**ACTIVITY:** Retype exactly the lines that run from the start of the data to the line holding "The height and", including both, and only those.

Data items:
━━━━━━

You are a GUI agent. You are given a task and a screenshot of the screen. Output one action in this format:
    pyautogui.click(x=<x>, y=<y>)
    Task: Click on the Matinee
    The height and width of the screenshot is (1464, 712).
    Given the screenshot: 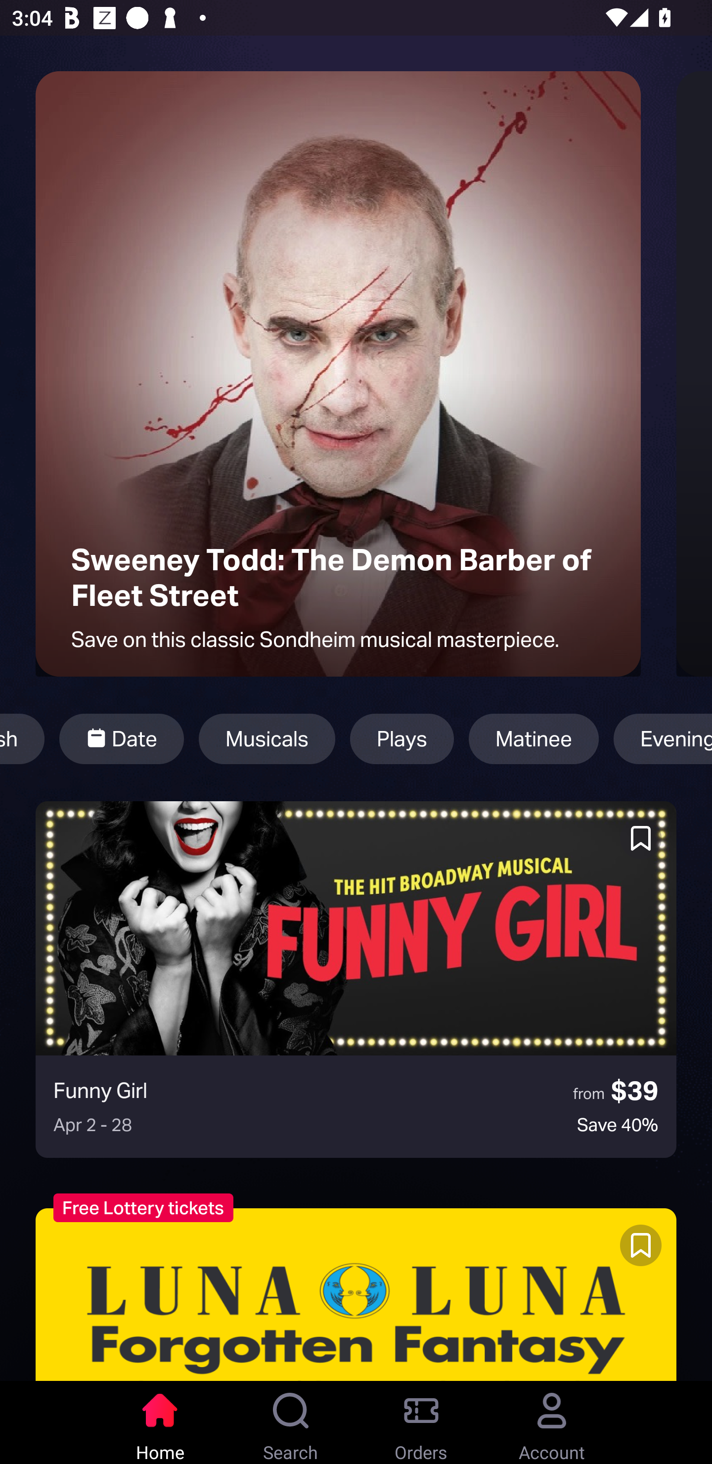 What is the action you would take?
    pyautogui.click(x=534, y=739)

━━━━━━

**OUTPUT FOR THIS TASK:**
You are a GUI agent. You are given a task and a screenshot of the screen. Output one action in this format:
    pyautogui.click(x=<x>, y=<y>)
    Task: Click on the Matinee
    The height and width of the screenshot is (1464, 712).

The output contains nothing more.